Kan Mikami & JO JO Hiroshige
JO JO Hiroshige Kan Mikami
Folk poet, actor and bon viveur Kan Mikami in duo with Jojo Hiroshige, a founding member of Japanese Noise band Hijokaidan.
Arika have been creating events since 2001. The Archive is space to share the documentation of our work, over 600 events from the past 20 years. Browse the archive by event, artists and collections, explore using theme pairs, or use the index for a comprehensive overview.
Folk poet, actor and bon viveur Kan Mikami in duo with Jojo Hiroshige, a founding member of Japanese Noise band Hijokaidan.
Every aspect of every film is always about more than just film. Or, as Godard said: a tracking shot is a moral issue. A cross between a festival, magazine and discussion about experimental artists’ films.
Join Scot-PEP, SWARM and Decrim Now for a day of panel discussions focusing on: sex worker’s labour rights, how decriminalisation can help in the struggle for sex worker safety, sex work & migration with a film screening of Crossings.
An open collaborative workshop space in which games, warm-up sessions, exercises and scenes are potentially the same thing, through which to project your own concerns onto the stage.
A new interpretation of Kosugi’s Catch-Wave, producing a cloud of fluctuating, hypnotic drones, in front of a backdrop of projected waves.
Solo performance on bass clarinet, jaw harp & voice by Arrington De Dionyso.
Come for the crip ingenuity; stay for the smooth feels of what it is to be each other’s everything.
On the birthday of Marsha P. Johnson, this event brings together several elements that celebrate the radical care and kinship characteristic of the Trans revolutionary.
Bringing together artists working with music, sound, film and the moving image, KYTN 2008 saw performances, improvisations, screenings and installations over three days at DCA.
An improvised film about our worlds at the brink, on the edge, in front of a crisis. To stand on the side of life, by seeing the resistance to genocide in Palestine as a turning point to overcome.
Smith/Stewart set up allegorical situations over which they often have little to no control, but which instigate explorations of dependence and trust, the body, sex and death.
Pitching Fahey inspired, eastern-infused folk vibrations, sad elliptical drones and oracle chants into one kaleidoscopic sound.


**EXERCISE DESCRIPTION:** Each line of the records containing "content" is to be copied out and returned.

(RECORDS FOR THE EXERCISE begins)

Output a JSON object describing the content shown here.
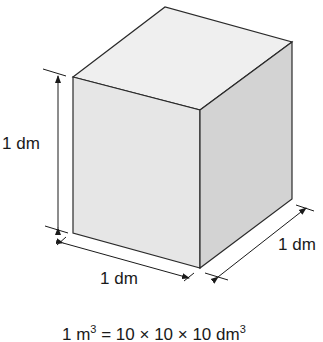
{
  "diagram": {
    "labels": {
      "height": "1 dm",
      "width": "1 dm",
      "depth": "1 dm"
    },
    "formula": {
      "lhs_base": "1 m",
      "lhs_exp": "3",
      "middle": " = 10 × 10 × 10 dm",
      "rhs_exp": "3"
    },
    "colors": {
      "top_face": "#efefef",
      "front_face": "#e6e6e6",
      "side_face": "#d2d2d2",
      "edge": "#2a2a2a"
    }
  }
}
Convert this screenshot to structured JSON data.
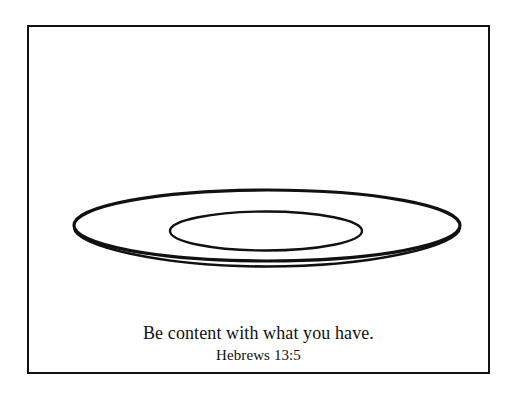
{
  "page": {
    "background_color": "#ffffff",
    "width": 515,
    "height": 393
  },
  "frame": {
    "name": "page-border",
    "stroke_color": "#111111",
    "stroke_width": 2
  },
  "illustration": {
    "name": "plate-line-drawing",
    "subject": "plate",
    "style": "black outline coloring page",
    "stroke_color": "#111111",
    "fill_color": "#ffffff",
    "shapes": [
      {
        "name": "plate-outer-rim",
        "type": "ellipse",
        "cx": 267,
        "cy": 225.5,
        "rx": 193,
        "ry": 35.5,
        "stroke_width": 3.2
      },
      {
        "name": "plate-edge-depth",
        "type": "arc",
        "description": "lower arc offset below the rim giving the plate thickness",
        "offset_y": 5,
        "stroke_width": 2.6
      },
      {
        "name": "plate-inner-well",
        "type": "ellipse",
        "cx": 266,
        "cy": 231,
        "rx": 96,
        "ry": 19.5,
        "stroke_width": 2.4
      }
    ]
  },
  "caption": {
    "name": "scripture-caption",
    "text_color": "#111111",
    "verse_text": "Be content with what you have.",
    "verse_reference": "Hebrews 13:5"
  }
}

(RECORDS FOR THE EXERCISE ends)

**REPLY:**
Output a JSON object describing the content shown here.
    "verse_text": "Be content with what you have.",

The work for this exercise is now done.